> On 22 May 2015, at 13:51, Jonathan Taylor <jonathan.tay...@glasgow.ac.uk> 
> wrote:
> 
> I’m trying to think if there is an elegant way of handling the situation I 
> find in some of my display code. I have a class which inherits from NSView 
> and which overrides drawRect. The class has a number of properties, and if 
> they change then the view needs redrawing. At present I have custom setters 
> that call through to setNeedsDisplay:YES. This results in quite a lot of code 
> bloat (since I would otherwise just @synthesize the properties and be done 
> with it).
> 
> I could set an observer on each property, but that would be a bit tedious 
> (especially since, as I understand it, I have to remove EACH of the observers 
> individually as well on dealloc).
> 
> I am trying to think if there is a way I can leverage 
> keyPathsForValuesAffectingValueForKey to make things a bit simpler. I’m quite 
> a fan of using that where I can. It would be great if I could say that all my 
> properties affect some particular property of NSView that would trigger a 
> redraw. I can’t think of one that would do the trick, though. [If you think 
> about it, the property needsDisplay is NOT the one I want to say is affected 
> by my keys…]
> 
> I could create a single “dummy” property of my own, say that changes to all 
> these other properties affect that key, and then monitor that single key 
> using KVO (and call setNeedsDisplay whenever it gets “tickled” by some other 
> property change). That would do what I want, but feels a little bit hacky.
> 
> Does anybody have any thoughts about what I might do? I feel this is probably 
> a relatively common problem that people must have a way of dealing with…

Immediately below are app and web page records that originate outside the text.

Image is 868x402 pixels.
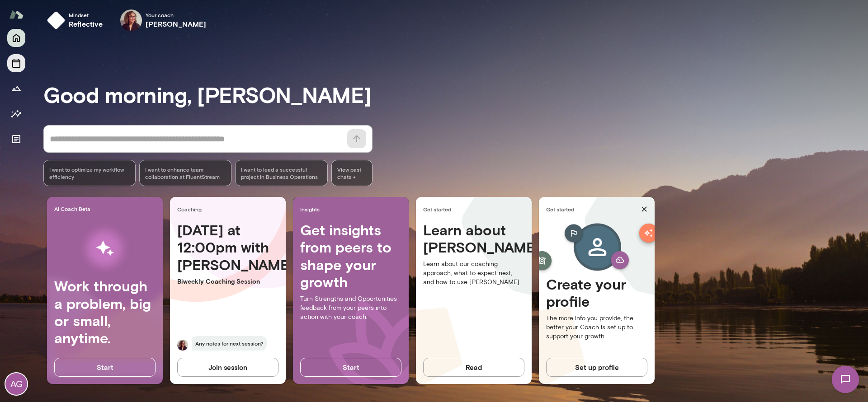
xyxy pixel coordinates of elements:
[300,358,401,377] button: Start
[549,221,644,275] img: Create profile
[7,105,25,123] button: Insights
[7,79,25,97] button: Growth Plan
[114,6,213,35] div: Safaa KhairallaYour coach[PERSON_NAME]
[546,358,647,377] button: Set up profile
[177,358,278,377] button: Join session
[300,205,405,212] span: Insights
[423,358,524,377] button: Read
[177,205,282,212] span: Coaching
[44,160,136,186] div: I want to optimize my workflow efficiency
[7,54,25,72] button: Sessions
[177,277,278,286] p: Biweekly Coaching Session
[64,220,145,277] img: AI Workflows
[9,6,23,23] img: Mento
[54,358,155,377] button: Start
[44,82,868,107] h3: Good morning, [PERSON_NAME]
[69,18,103,29] h6: reflective
[423,221,524,256] h4: Learn about [PERSON_NAME]
[54,277,155,347] h4: Work through a problem, big or small, anytime.
[177,221,278,273] h4: [DATE] at 12:00pm with [PERSON_NAME]
[7,29,25,47] button: Home
[546,314,647,341] p: The more info you provide, the better your Coach is set up to support your growth.
[423,260,524,286] p: Learn about our coaching approach, what to expect next, and how to use [PERSON_NAME].
[235,160,327,186] div: I want to lead a successful project in Business Operations
[139,160,231,186] div: I want to enhance team collaboration at FluentStream
[146,18,207,29] h6: [PERSON_NAME]
[49,166,129,180] span: I want to optimize my workflow efficiency
[7,130,25,148] button: Documents
[300,221,401,291] h4: Get insights from peers to shape your growth
[546,205,637,212] span: Get started
[192,336,267,350] span: Any notes for next session?
[44,6,111,35] button: Mindsetreflective
[332,160,373,186] span: View past chats ->
[423,205,528,212] span: Get started
[300,294,401,321] p: Turn Strengths and Opportunities feedback from your peers into action with your coach.
[5,373,27,395] div: AG
[69,11,103,18] span: Mindset
[120,10,142,31] img: Safaa Khairalla
[54,205,159,212] span: AI Coach Beta
[177,340,188,350] img: Safaa
[241,166,321,180] span: I want to lead a successful project in Business Operations
[546,275,647,310] h4: Create your profile
[47,11,65,29] img: mindset
[146,11,207,18] span: Your coach
[145,166,226,180] span: I want to enhance team collaboration at FluentStream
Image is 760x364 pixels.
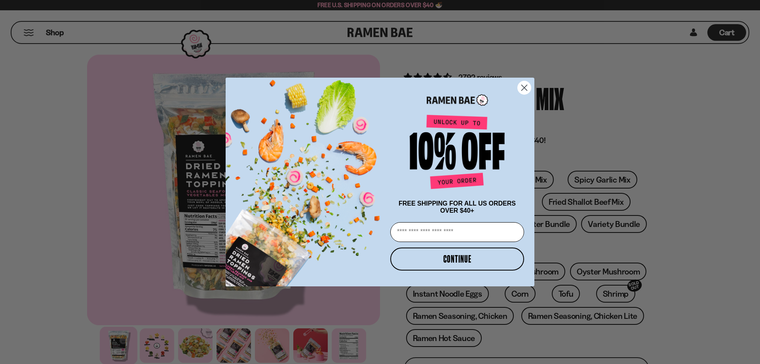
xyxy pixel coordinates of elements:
img: Unlock up to 10% off [408,114,507,192]
button: Close dialog [517,81,531,95]
img: Ramen Bae Logo [427,93,488,106]
img: ce7035ce-2e49-461c-ae4b-8ade7372f32c.png [226,71,387,286]
span: FREE SHIPPING FOR ALL US ORDERS OVER $40+ [399,200,516,214]
button: CONTINUE [390,247,524,270]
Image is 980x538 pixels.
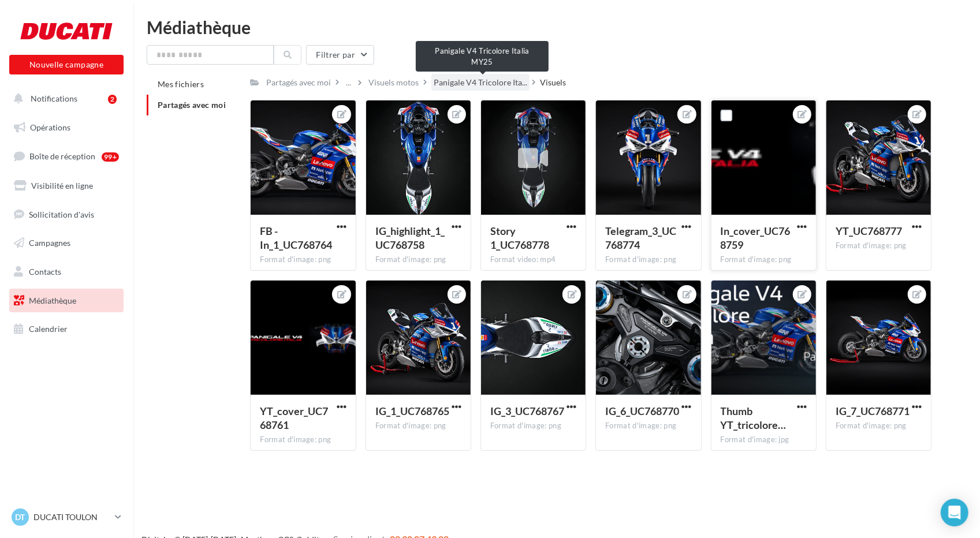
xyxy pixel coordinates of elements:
[16,511,25,523] span: DT
[375,254,461,265] div: Format d'image: png
[260,404,328,431] span: YT_cover_UC768761
[369,77,418,88] div: Visuels motos
[306,45,374,65] button: Filtrer par
[490,254,576,265] div: Format video: mp4
[605,225,676,251] span: Telegram_3_UC768774
[605,404,679,417] span: IG_6_UC768770
[375,404,450,417] span: IG_1_UC768765
[260,254,346,265] div: Format d'image: png
[147,19,966,36] div: Médiathèque
[490,404,564,417] span: IG_3_UC768767
[29,209,94,219] span: Sollicitation d'avis
[835,241,922,251] div: Format d'image: png
[7,288,126,313] a: Médiathèque
[29,151,95,161] span: Boîte de réception
[7,203,126,227] a: Sollicitation d'avis
[7,260,126,284] a: Contacts
[7,174,126,198] a: Visibilité en ligne
[721,435,807,445] div: Format d'image: jpg
[260,225,332,251] span: FB - In_1_UC768764
[9,506,123,528] a: DT DUCATI TOULON
[605,421,691,431] div: Format d'image: png
[7,317,126,341] a: Calendrier
[941,498,968,526] div: Open Intercom Messenger
[375,421,461,431] div: Format d'image: png
[108,95,117,104] div: 2
[540,77,566,88] div: Visuels
[29,266,61,276] span: Contacts
[9,55,123,74] button: Nouvelle campagne
[835,225,902,237] span: YT_UC768777
[7,115,126,140] a: Opérations
[835,421,922,431] div: Format d'image: png
[721,254,807,265] div: Format d'image: png
[31,93,78,103] span: Notifications
[721,225,790,251] span: In_cover_UC768759
[490,225,549,251] span: Story 1_UC768778
[490,421,576,431] div: Format d'image: png
[605,254,691,265] div: Format d'image: png
[31,181,93,190] span: Visibilité en ligne
[158,79,204,89] span: Mes fichiers
[343,74,353,91] div: ...
[30,123,70,132] span: Opérations
[835,404,910,417] span: IG_7_UC768771
[434,77,527,88] span: Panigale V4 Tricolore Ita...
[7,231,126,255] a: Campagnes
[29,238,70,248] span: Campagnes
[101,152,119,162] div: 99+
[721,404,786,431] span: Thumb YT_tricolore italia_UC768784
[29,296,76,305] span: Médiathèque
[416,41,548,72] div: Panigale V4 Tricolore Italia MY25
[266,77,331,88] div: Partagés avec moi
[7,87,121,111] button: Notifications 2
[375,225,445,251] span: IG_highlight_1_UC768758
[29,324,68,333] span: Calendrier
[158,100,226,109] span: Partagés avec moi
[7,144,126,168] a: Boîte de réception99+
[260,435,346,445] div: Format d'image: png
[34,511,110,523] p: DUCATI TOULON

Well you could have a single key which you observe internally, and which all 
the other keys feed into. Whenever it “changes”, treat that as time to mark as 
needing display. That way you’re asking AppKit to do the work of creating all 
the other observations for you.

It all seems rather wasteful though. You’ve added a couple of layers of 
indirection into the system to save a handful of lines of code. Is it really 
that big a deal to write some custom setters? They’re only four lines long each.